Ukip’s EU group misused some €500,000, audit finds

Alliance spent European funding on party’s election and Brexit campaigns, bureau says

A Ukip-dominated group in the European Parliament misused around half a million euros of EU funding in a bid to help the party win Westminster seats in last year's British general election and boost its Brexit campaign, according to a leaked audit.

The external audit, obtained by Sky News, said spending on polling in key target seats and ahead of theUK’s referendum on EU membership broke rules which say the money must be spent on European Parliament business and not on domestic campaigns.

If the European Parliament bureau upholds its findings in a meeting on Monday, the Alliance for Direct Democracy in Europe (ADDE) could be forced to pay back tens of thousands of euros.

However, the ADDE - a grouping which includes MEPs from seven countries but has a large Ukip majority - said its spending was “fully eligible and compliant to EU regulations” and that it would challenge the audit in the European Court of Justice.

READ MORE

A Ukip source said the party had not misspent any money, as financial expenditure was “the full responsibility of the ADDE group, no one else”.

According to Sky, the audit report found that ADDE financed polling in the UK between February and December last year, including pre-election surveys in Thanet South, where Nigel Farage unsuccessfully stood for parliament, and Ukip target seats Great Grimsby, Thurrock, Rochester and Strood and Cardiff South and Penarth.

The audit put the ADDE’s total misspend at more than €500,615 and an EU spokesman told Sky the “lion’s share” was by Ukip, at more than €450,000.

The report concluded: “The constituencies selected for many of the polls underline that the polling was conducted in the interest of Ukip.

“Most of the constituencies can be identified as being essential for reaching a significant representation in the House of Commons from the 2015 general election or for a positive result for the Leave campaign.”

Repayment

If the bureau agrees with the auditors’ conclusion, the ADDE is understood to be facing repayment demands of more than €170,000.

A spokesman for the ADDE said: “The parliament administration has for months taken an aggressive and hostile attitude over the audit, amounting to nothing short of deliberate harassment.
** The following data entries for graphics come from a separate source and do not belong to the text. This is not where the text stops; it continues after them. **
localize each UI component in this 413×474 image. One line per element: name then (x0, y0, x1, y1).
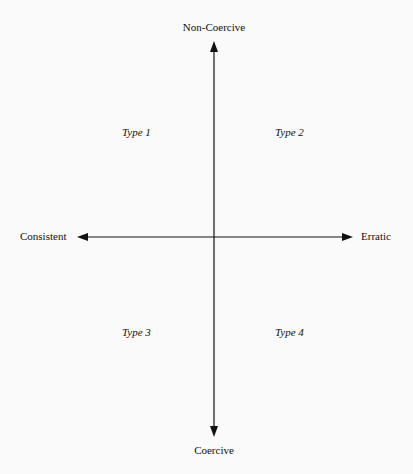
arrow-up-icon (210, 41, 218, 52)
axis-label-bottom: Coercive (194, 444, 234, 456)
quadrant-type-2: Type 2 (275, 126, 304, 138)
quadrant-type-4: Type 4 (275, 326, 304, 338)
arrow-right-icon (342, 233, 353, 241)
axis-label-top: Non-Coercive (183, 21, 245, 33)
axis-label-left: Consistent (20, 230, 66, 242)
arrow-left-icon (77, 233, 88, 241)
quadrant-type-3: Type 3 (122, 326, 151, 338)
quadrant-type-1: Type 1 (122, 126, 151, 138)
axis-label-right: Erratic (361, 230, 391, 242)
arrow-down-icon (210, 426, 218, 437)
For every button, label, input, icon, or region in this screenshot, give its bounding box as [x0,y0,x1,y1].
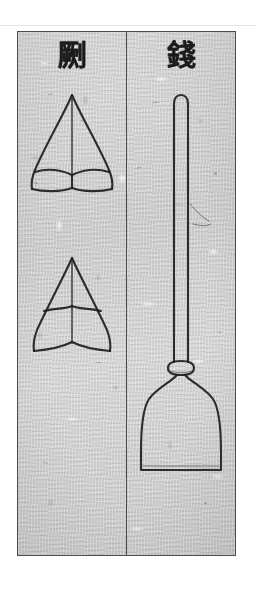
scanned-page: 劂 [0,0,256,600]
plate-column-left: 劂 [18,32,126,555]
column-heading-left: 劂 [18,39,126,73]
plate-column-right: 錢 [127,32,235,555]
figure-arrowhead-lower [18,250,126,380]
scanner-seam-line [0,25,256,26]
woodblock-plate: 劂 [17,31,236,556]
figure-arrowhead-upper [18,88,126,218]
figure-spade-tool [127,66,235,536]
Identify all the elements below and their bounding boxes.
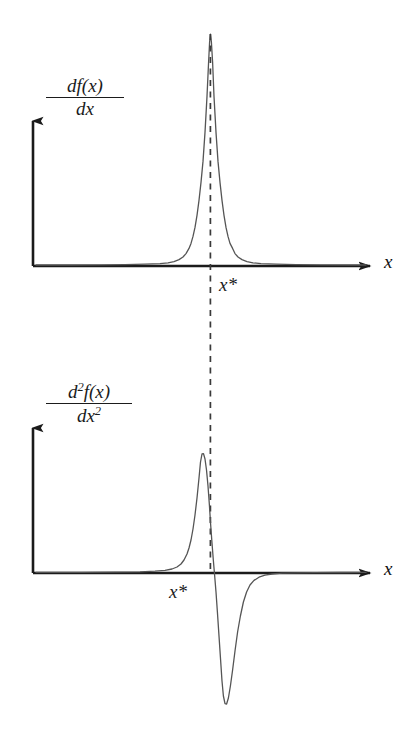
bottom-y-axis-numerator-d: d — [68, 381, 78, 402]
bottom-y-axis-denominator-dx: dx — [77, 406, 95, 427]
bottom-y-axis-numerator-fx: f(x) — [84, 381, 110, 402]
top-y-axis-label: df(x) dx — [46, 76, 124, 119]
top-critical-point-label: x* — [219, 274, 237, 296]
top-curve-df-dx — [36, 34, 366, 265]
derivative-figure: df(x) dx x* x d2f(x) dx2 x* x — [0, 0, 412, 733]
bottom-y-axis-numerator: d2f(x) — [46, 381, 132, 403]
bottom-y-axis-label: d2f(x) dx2 — [46, 381, 132, 427]
top-y-axis-numerator: df(x) — [46, 76, 124, 97]
bottom-panel-plot — [33, 428, 370, 704]
bottom-x-axis-name: x — [384, 558, 392, 580]
top-y-axis-denominator: dx — [46, 98, 124, 119]
bottom-y-axis-denominator-exponent: 2 — [95, 404, 101, 418]
bottom-curve-d2f-dx2 — [36, 454, 366, 704]
bottom-critical-point-label: x* — [169, 581, 187, 603]
top-x-axis-name: x — [384, 251, 392, 273]
bottom-y-axis-denominator: dx2 — [46, 404, 132, 426]
top-panel-plot — [33, 34, 370, 266]
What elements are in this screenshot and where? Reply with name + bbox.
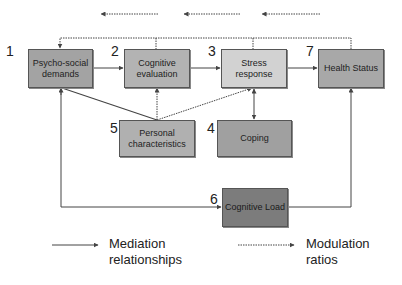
- node-cognitive-evaluation: Cognitive evaluation: [124, 49, 190, 88]
- node-stress-response: Stress response: [221, 49, 287, 88]
- node-coping: Coping: [217, 120, 292, 157]
- node-number-2: 2: [111, 44, 119, 58]
- edge-5-to-1: [62, 88, 157, 120]
- node-label: Cognitive evaluation: [125, 58, 189, 80]
- legend-modulation-line1: Modulation: [306, 236, 370, 252]
- node-number-5: 5: [110, 121, 118, 135]
- node-psycho-social-demands: Psycho-social demands: [28, 49, 93, 88]
- stress-model-diagram: 1 Psycho-social demands 2 Cognitive eval…: [0, 0, 402, 285]
- legend-modulation: Modulation ratios: [306, 236, 370, 268]
- edge-6-to-7: [287, 88, 351, 207]
- node-health-status: Health Status: [318, 49, 384, 88]
- node-label: Personal characteristics: [120, 128, 194, 150]
- legend-mediation-line1: Mediation: [109, 236, 182, 252]
- node-label: Psycho-social demands: [29, 58, 92, 80]
- legend-mediation-line2: relationships: [109, 252, 182, 268]
- node-number-4: 4: [207, 121, 215, 135]
- node-label: Coping: [240, 133, 269, 144]
- node-number-7: 7: [306, 44, 314, 58]
- node-cognitive-load: Cognitive Load: [222, 188, 288, 227]
- node-personal-characteristics: Personal characteristics: [119, 120, 195, 157]
- node-number-1: 1: [6, 44, 14, 58]
- edge-5-to-3: [157, 88, 252, 120]
- legend-modulation-line2: ratios: [306, 252, 370, 268]
- node-label: Cognitive Load: [225, 202, 285, 213]
- node-label: Health Status: [324, 63, 378, 74]
- node-number-6: 6: [210, 192, 218, 206]
- legend-mediation: Mediation relationships: [109, 236, 182, 268]
- node-label: Stress response: [222, 58, 286, 80]
- node-number-3: 3: [208, 44, 216, 58]
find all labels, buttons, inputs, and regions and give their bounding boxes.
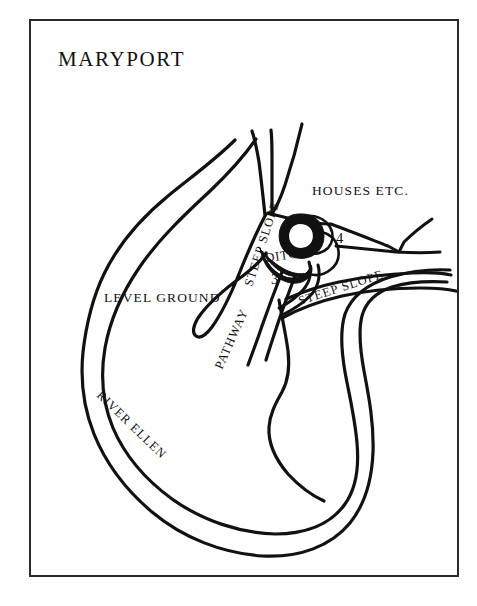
- steep-slope-left-ridge: [252, 131, 265, 215]
- marker-3: 3: [271, 271, 279, 287]
- marker-1: 1: [292, 228, 300, 244]
- marker-2: 2: [310, 215, 318, 231]
- map-drawing: MARYPORT HOUSES ETC. LEVEL GROUND STEEP …: [0, 0, 477, 606]
- headland-north-edge: [273, 124, 302, 212]
- pathway-edge-east: [266, 276, 295, 360]
- label-houses: HOUSES ETC.: [312, 183, 409, 198]
- label-level-ground: LEVEL GROUND: [104, 290, 221, 305]
- page-title: MARYPORT: [58, 47, 185, 71]
- river-inner-bank: [103, 139, 450, 534]
- map-figure: MARYPORT HOUSES ETC. LEVEL GROUND STEEP …: [0, 0, 477, 606]
- label-ditch: DITCH: [264, 245, 308, 265]
- marker-4: 4: [336, 230, 344, 246]
- label-river-ellen: RIVER ELLEN: [94, 388, 169, 461]
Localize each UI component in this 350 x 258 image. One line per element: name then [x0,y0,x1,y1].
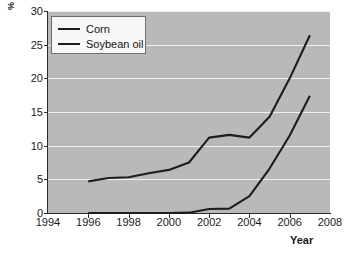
x-axis-title: Year [290,234,313,246]
series-line-soybean-oil [88,96,310,213]
legend-line-swatch-icon [58,28,80,30]
legend-item-soybean-oil: Soybean oil [58,37,144,51]
series-line-corn [88,35,310,181]
legend-line-swatch-icon [58,43,80,45]
legend-item-corn: Corn [58,22,110,36]
legend-label: Soybean oil [86,39,144,50]
legend: Corn Soybean oil [51,16,146,54]
legend-label: Corn [86,24,110,35]
line-chart-figure: 051015202530 199419961998200020022004200… [0,0,350,258]
y-axis-title: % [6,2,16,10]
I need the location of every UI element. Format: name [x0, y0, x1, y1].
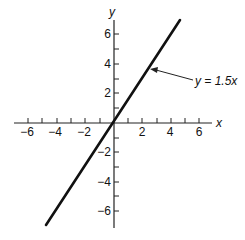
x-tick-label: −6 [20, 125, 34, 139]
chart: −6 −4 −2 2 4 6 6 4 2 −2 −4 −6 x y y = 1.… [0, 0, 245, 240]
y-tick-label: −2 [97, 145, 111, 159]
x-tick-label: 2 [139, 125, 146, 139]
y-tick-label: 4 [104, 57, 111, 71]
x-axis-label: x [215, 116, 223, 130]
x-tick-label: 4 [167, 125, 174, 139]
y-tick-label: −4 [97, 175, 111, 189]
y-tick-label: −6 [97, 204, 111, 218]
equation-label: y = 1.5x [194, 74, 238, 88]
annotation-arrow [156, 70, 193, 80]
arrowhead-icon [150, 67, 158, 73]
y-tick-label: 6 [104, 27, 111, 41]
x-tick-label: −4 [48, 125, 62, 139]
x-tick-label: −2 [77, 125, 91, 139]
y-tick-label: 2 [104, 86, 111, 100]
x-tick-label: 6 [196, 125, 203, 139]
y-axis-label: y [108, 5, 116, 19]
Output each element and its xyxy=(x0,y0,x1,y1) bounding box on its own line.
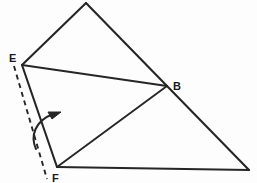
rotation-arrow xyxy=(34,112,61,149)
edge-b-right xyxy=(167,86,249,170)
figure-edges xyxy=(22,3,249,170)
edge-e-b xyxy=(22,65,167,86)
edge-e-apex xyxy=(22,3,86,65)
vertex-label-e: E xyxy=(9,52,16,64)
edge-right-f xyxy=(57,167,249,170)
rotation-arrow-head xyxy=(48,112,61,119)
vertex-label-f: F xyxy=(52,172,59,183)
edge-apex-b xyxy=(86,3,167,86)
edge-f-b xyxy=(57,86,167,167)
geometry-figure: E B F xyxy=(0,0,257,183)
geometry-diagram: E B F xyxy=(0,0,257,183)
vertex-label-b: B xyxy=(173,80,181,92)
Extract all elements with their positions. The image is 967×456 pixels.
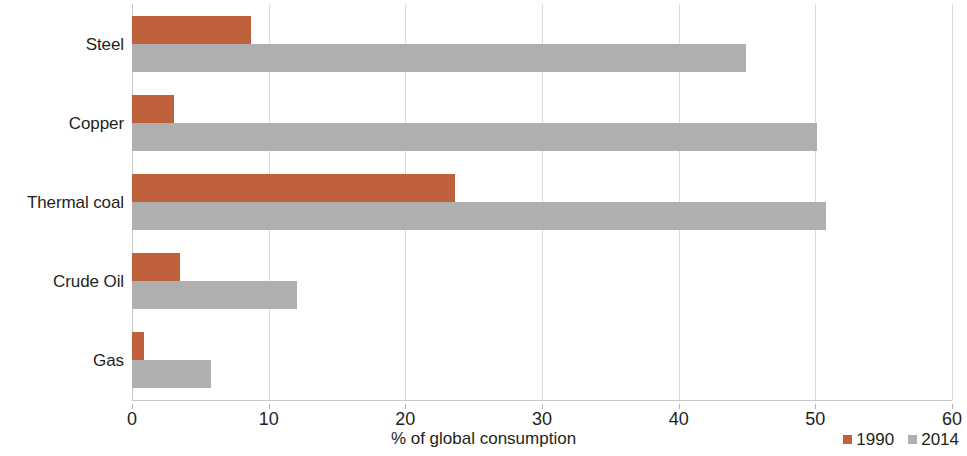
bar-crude-oil-1990 — [132, 253, 180, 281]
x-tick-label-0: 0 — [127, 410, 137, 428]
legend-item-2014[interactable]: 2014 — [908, 431, 959, 448]
y-axis-label-copper: Copper — [0, 115, 124, 132]
chart-legend: 19902014 — [843, 431, 959, 448]
y-axis-label-steel: Steel — [0, 36, 124, 53]
bar-gas-1990 — [132, 332, 144, 360]
legend-label-2014: 2014 — [921, 431, 959, 448]
x-tick-label-10: 10 — [259, 410, 279, 428]
bar-crude-oil-2014 — [132, 281, 297, 309]
y-axis-label-crude-oil: Crude Oil — [0, 273, 124, 290]
x-tick-label-20: 20 — [395, 410, 415, 428]
bar-steel-1990 — [132, 16, 251, 44]
bar-copper-2014 — [132, 123, 817, 151]
x-axis-title: % of global consumption — [0, 430, 967, 447]
x-tick-label-50: 50 — [805, 410, 825, 428]
x-axis-line — [132, 400, 952, 401]
legend-swatch-icon-2014 — [908, 435, 917, 444]
y-axis-label-gas: Gas — [0, 352, 124, 369]
y-axis-category-labels: SteelCopperThermal coalCrude OilGas — [0, 4, 124, 400]
bar-steel-2014 — [132, 44, 746, 72]
y-axis-label-thermal-coal: Thermal coal — [0, 194, 124, 211]
legend-swatch-icon-1990 — [843, 435, 852, 444]
bar-copper-1990 — [132, 95, 174, 123]
legend-item-1990[interactable]: 1990 — [843, 431, 894, 448]
x-tick-label-40: 40 — [669, 410, 689, 428]
x-tick-label-30: 30 — [532, 410, 552, 428]
bar-thermal-coal-1990 — [132, 174, 455, 202]
bar-gas-2014 — [132, 360, 211, 388]
bar-chart: SteelCopperThermal coalCrude OilGas 0102… — [0, 0, 967, 456]
plot-area — [132, 4, 952, 400]
x-tick-label-60: 60 — [942, 410, 962, 428]
bar-thermal-coal-2014 — [132, 202, 826, 230]
gridline-x-60 — [952, 4, 953, 400]
legend-label-1990: 1990 — [856, 431, 894, 448]
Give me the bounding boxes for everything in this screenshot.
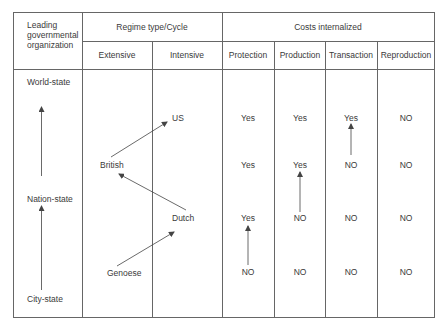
regime-us: US (172, 113, 184, 123)
level-city-state: City-state (27, 294, 63, 304)
arrow-british-to-us (111, 122, 167, 157)
cell-us-production: Yes (293, 113, 307, 123)
header-regime-type: Regime type/Cycle (116, 22, 187, 32)
header-reproduction: Reproduction (381, 50, 432, 60)
header-costs-internalized: Costs internalized (294, 22, 362, 32)
cell-dutch-protection: Yes (241, 213, 255, 223)
header-protection: Protection (229, 50, 267, 60)
cell-us-transaction: Yes (344, 113, 358, 123)
regime-genoese: Genoese (107, 268, 142, 278)
regime-dutch: Dutch (172, 213, 194, 223)
header-leading-line2: governmental (27, 30, 79, 40)
regime-british: British (100, 160, 124, 170)
cell-us-protection: Yes (241, 113, 255, 123)
cell-british-transaction: NO (345, 160, 358, 170)
header-extensive: Extensive (99, 50, 136, 60)
cell-british-protection: Yes (241, 160, 255, 170)
cell-dutch-transaction: NO (345, 213, 358, 223)
cell-dutch-production: NO (294, 213, 307, 223)
cell-british-reproduction: NO (400, 160, 413, 170)
arrow-genoese-to-dutch (117, 232, 174, 266)
cell-genoese-transaction: NO (345, 267, 358, 277)
cell-genoese-production: NO (294, 267, 307, 277)
header-transaction: Transaction (329, 50, 373, 60)
level-world-state: World-state (27, 77, 70, 87)
level-nation-state: Nation-state (27, 194, 73, 204)
cell-dutch-reproduction: NO (400, 213, 413, 223)
cell-us-reproduction: NO (400, 113, 413, 123)
header-leading-line1: Leading (27, 20, 79, 30)
cell-british-production: Yes (293, 160, 307, 170)
header-production: Production (280, 50, 321, 60)
cell-genoese-reproduction: NO (400, 267, 413, 277)
header-leading-org: Leading governmental organization (27, 20, 79, 50)
cell-genoese-protection: NO (242, 267, 255, 277)
header-leading-line3: organization (27, 40, 79, 50)
header-intensive: Intensive (170, 50, 204, 60)
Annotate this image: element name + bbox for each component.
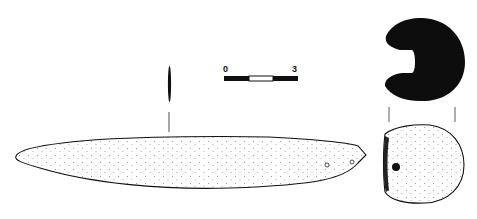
perforation-2	[350, 160, 354, 164]
scale-end-label: 3	[292, 64, 297, 74]
elongated-artifact-plan	[16, 137, 366, 189]
cross-section-c-shape	[385, 18, 465, 101]
long-section-profile	[168, 66, 171, 132]
dark-dot	[392, 163, 400, 171]
scale-start-label: 0	[223, 64, 228, 74]
artifact-drawing	[0, 0, 477, 219]
perforation-1	[325, 163, 329, 167]
end-view-rounded	[384, 125, 465, 203]
scale-bar	[224, 76, 298, 81]
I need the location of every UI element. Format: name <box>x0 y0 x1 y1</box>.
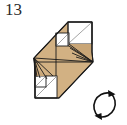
rotate-arc-left <box>94 93 109 117</box>
rotate-arrows-icon <box>86 86 124 124</box>
rotate-arrowhead-top <box>108 90 116 97</box>
diagram-canvas: 13 <box>0 0 127 125</box>
rotate-arc-right <box>100 93 116 117</box>
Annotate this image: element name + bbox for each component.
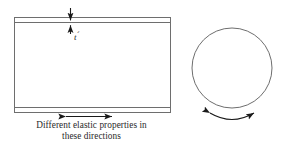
thickness-label: t´ [74, 31, 79, 42]
plate-outline [15, 18, 171, 113]
circumferential-direction-arrow [210, 113, 254, 120]
circumferential-direction-group [210, 113, 254, 120]
plate-side-view-group [15, 18, 171, 113]
composite-plate-diagram: t´ Different elastic properties in these… [0, 0, 283, 151]
cross-section-group [192, 28, 272, 108]
caption-line-2: these directions [0, 131, 183, 142]
caption-line-1: Different elastic properties in [0, 120, 183, 131]
cross-section-circle [192, 28, 272, 108]
thickness-prime-mark: ´ [77, 31, 80, 40]
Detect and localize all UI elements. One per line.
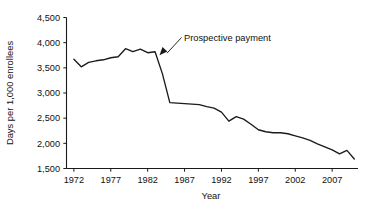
x-tick-label: 1992 [211, 175, 231, 185]
annotation-arrow-icon [159, 47, 167, 55]
y-tick-label: 2,500 [37, 113, 60, 123]
y-axis-title: Days per 1,000 enrollees [4, 41, 15, 146]
x-tick-label: 1987 [174, 175, 194, 185]
y-tick-label: 3,000 [37, 88, 60, 98]
y-tick-label: 3,500 [37, 63, 60, 73]
y-tick-label: 4,500 [37, 13, 60, 23]
y-tick-label: 4,000 [37, 38, 60, 48]
y-tick-label: 2,000 [37, 139, 60, 149]
annotation-prospective-payment: Prospective payment [159, 33, 271, 55]
annotation-label: Prospective payment [184, 33, 271, 43]
x-axis-title: Year [202, 190, 221, 201]
y-axis: 1,5002,0002,5003,0003,5004,0004,500 [37, 13, 67, 174]
chart-figure: 1,5002,0002,5003,0003,5004,0004,500 1972… [0, 0, 376, 204]
x-tick-label-group: 19721977198219871992199720022007 [64, 175, 343, 185]
x-tick-label: 1977 [101, 175, 121, 185]
x-axis: 19721977198219871992199720022007 [64, 169, 358, 185]
x-tick-label: 2002 [285, 175, 305, 185]
line-chart-canvas: 1,5002,0002,5003,0003,5004,0004,500 1972… [0, 0, 376, 204]
x-tick-label: 2007 [322, 175, 342, 185]
annotation-leader-line [167, 38, 182, 54]
data-line-series-0 [74, 49, 354, 159]
y-tick-label: 1,500 [37, 164, 60, 174]
plot-series-group [74, 49, 354, 159]
y-tick-label-group: 1,5002,0002,5003,0003,5004,0004,500 [37, 13, 60, 174]
x-tick-label: 1972 [64, 175, 84, 185]
x-tick-label: 1997 [248, 175, 268, 185]
x-tick-label: 1982 [137, 175, 157, 185]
This is a blatant deviation to its requested neutrality.

“We have responded to their queries with a mass of information and explanation justifying our activities and expenditure.

“They have simply ignored our submissions and in several cases these submissions having been made repeatedly on their request.

“They have broadened ex-post the definition of ‘expenditure supporting a political party’ so widely as to deny us the right to undertake any activity which might be remotely interesting to ADDE members.

“It has become increasingly apparent since Brexit that anything short of ‘group-think’ is no longer tolerated within the EU. Any deviation will see the rules changed and goalposts moved.

“Everything the ADDE has conducted is to provide a more coherent overview of the opinions expressed by the population that is represented by the members of the ADDE.

“We are therefore confident that our expenditures - with the exception of a few minor items - are fully eligible and compliant to EU regulations. They are also in line with fully accepted activities from other groups.

“We will be taking this matter to the European Court of Justice.”